In the last few years the Semantic Web gained a momentum supported by the introduction of many related initiatives like the Linked Open Data (LOD)1. From 12 datasets cataloged in 2007, the Linked Open Data cloud has grown to nearly 1000 datasets containing more than 82 billion triples. Data is being published by both public and private sectors and covers a diverse set of domains from life sciences to military. This success lies in the cooperation between data publishers and consumers where users are empowered to find, share and combine information in their applications easily.

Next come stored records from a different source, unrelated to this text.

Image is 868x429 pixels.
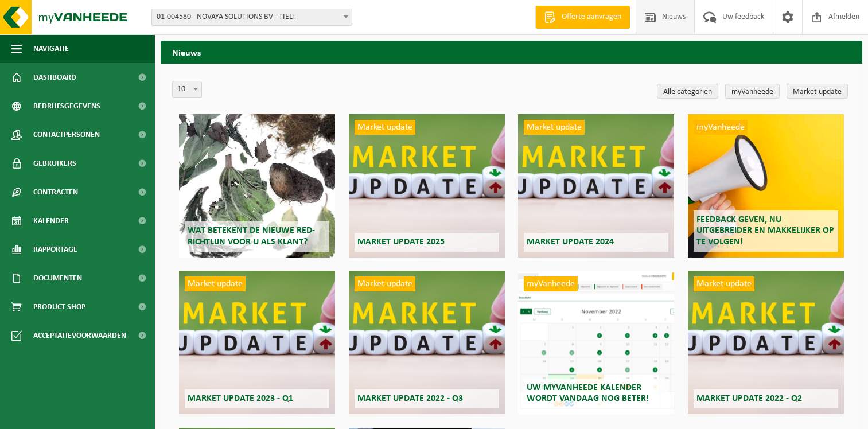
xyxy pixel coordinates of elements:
span: myVanheede [694,120,747,135]
a: Alle categoriën [657,84,718,99]
span: 10 [172,81,202,98]
a: Market update [787,84,848,99]
span: Market update [524,120,584,135]
span: Contactpersonen [33,120,100,149]
span: Navigatie [33,35,69,63]
a: myVanheede Feedback geven, nu uitgebreider en makkelijker op te volgen! [688,114,844,258]
a: Market update Market update 2022 - Q3 [349,271,505,414]
span: Rapportage [33,235,77,264]
span: Product Shop [33,293,85,321]
span: Wat betekent de nieuwe RED-richtlijn voor u als klant? [188,226,315,246]
span: Market update [185,277,245,291]
span: Market update [354,120,416,135]
span: Market update 2025 [357,238,445,247]
span: Bedrijfsgegevens [33,92,100,120]
a: Market update Market update 2023 - Q1 [179,271,335,414]
span: Market update 2022 - Q3 [357,394,463,403]
a: Market update Market update 2025 [349,114,505,258]
a: myVanheede Uw myVanheede kalender wordt vandaag nog beter! [518,271,674,414]
span: Contracten [33,178,78,207]
span: Market update 2024 [527,238,614,247]
span: Market update 2022 - Q2 [696,394,802,403]
a: Wat betekent de nieuwe RED-richtlijn voor u als klant? [179,114,335,258]
a: myVanheede [725,84,780,99]
span: Market update 2023 - Q1 [188,394,293,403]
span: Offerte aanvragen [559,12,624,23]
a: Offerte aanvragen [535,6,630,29]
span: Acceptatievoorwaarden [33,321,126,350]
span: Gebruikers [33,149,76,178]
span: Uw myVanheede kalender wordt vandaag nog beter! [527,383,649,403]
span: myVanheede [524,277,578,291]
span: Feedback geven, nu uitgebreider en makkelijker op te volgen! [696,216,834,246]
span: Market update [694,277,754,291]
span: 01-004580 - NOVAYA SOLUTIONS BV - TIELT [152,8,352,26]
a: Market update Market update 2024 [518,114,674,258]
a: Market update Market update 2022 - Q2 [688,271,844,414]
span: Dashboard [33,63,76,92]
span: 10 [172,81,202,97]
h2: Nieuws [161,41,862,63]
span: Kalender [33,207,69,235]
span: Market update [354,277,416,291]
span: 01-004580 - NOVAYA SOLUTIONS BV - TIELT [152,9,352,25]
span: Documenten [33,264,82,293]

We are entering an era where open is the new default. Governments, universities, organizations and even individuals are publicly publishing huge amounts of open data. This openness should be accompanied with a certain level of trust or guarantees about the quality of data. The Linked Open Data is a gold mine for those trying to leverage external data sources in order to produce more informed business decisions (Crawford, 2011).

However, the heterogeneous nature of sources reflects directly on the data quality as these sources often contain inconsistent as well as misinterpreted and incomplete information.

Traditional data quality is a thoroughly researched field with several benchmarks and frameworks to grasp its dimensions (Kahn, 2002; Stvilia, 2007; Wang, 1996). Data quality principles typically rely on many subjective indicators that are complex to measure automatically. The quality of data in indeed realized when it is used (Godfrey, 1999), thus directly relating to the ability of satisfying users’ continuous needs.

Web documents that are by nature unstructured and interlinked require different quality metrics and assessment techniques than traditional datasets. For example, the importance and quality of Web documents can be subjectively calculated via algorithms like Page Rank (Page, 1999). Ensuring data quality in Linked Open Data is a complex process as it consists of structured information supported by models, ontologies and vocabularies and contains queryable endpoints and links. This makes data quality assurance a challenge. Despite the fact that Linked Open Data quality is a trending and highly demanded topic, very few efforts are currently trying to standardize, track and formalize frameworks to issue scores or certificates that will help data consumers in their integration tasks.

Data quality assessment is the process of evaluating if a piece of data meets the consumers need in a specific use case (Bizer, 2009a). The dimensionality of data quality makes it dependent on the task and users requirements. For example, DBpedia (Bizer, 2009b) and YAGO (Suchanek, 2007) are knowledge bases containing data extracted from structured and semi-structured sources. They are used in a variety of applications e.g., annotation systems (Mendes, 2011), exploratory search (Marie, 2013) and recommendation engines (Di Noia, 2012). However, their data is not integrated into critical systems e.g., life critical (medical applications) or safety critical (aviation applications) as its data quality is found to be insufficient. In this paper, we first propose a comprehensive objective framework to evaluate the quality of Linked Data sources. Secondly, we present an extensible quality measurement tool that helps on one hand data owners to rate the quality of their dataset and get some hints on possible improvements, and on the other hand data consumers to choose their data sources from a ranked set. The aim of this paper is to provide researchers and practitioners with a comprehensive understanding of the objective issues surrounding Linked Data quality.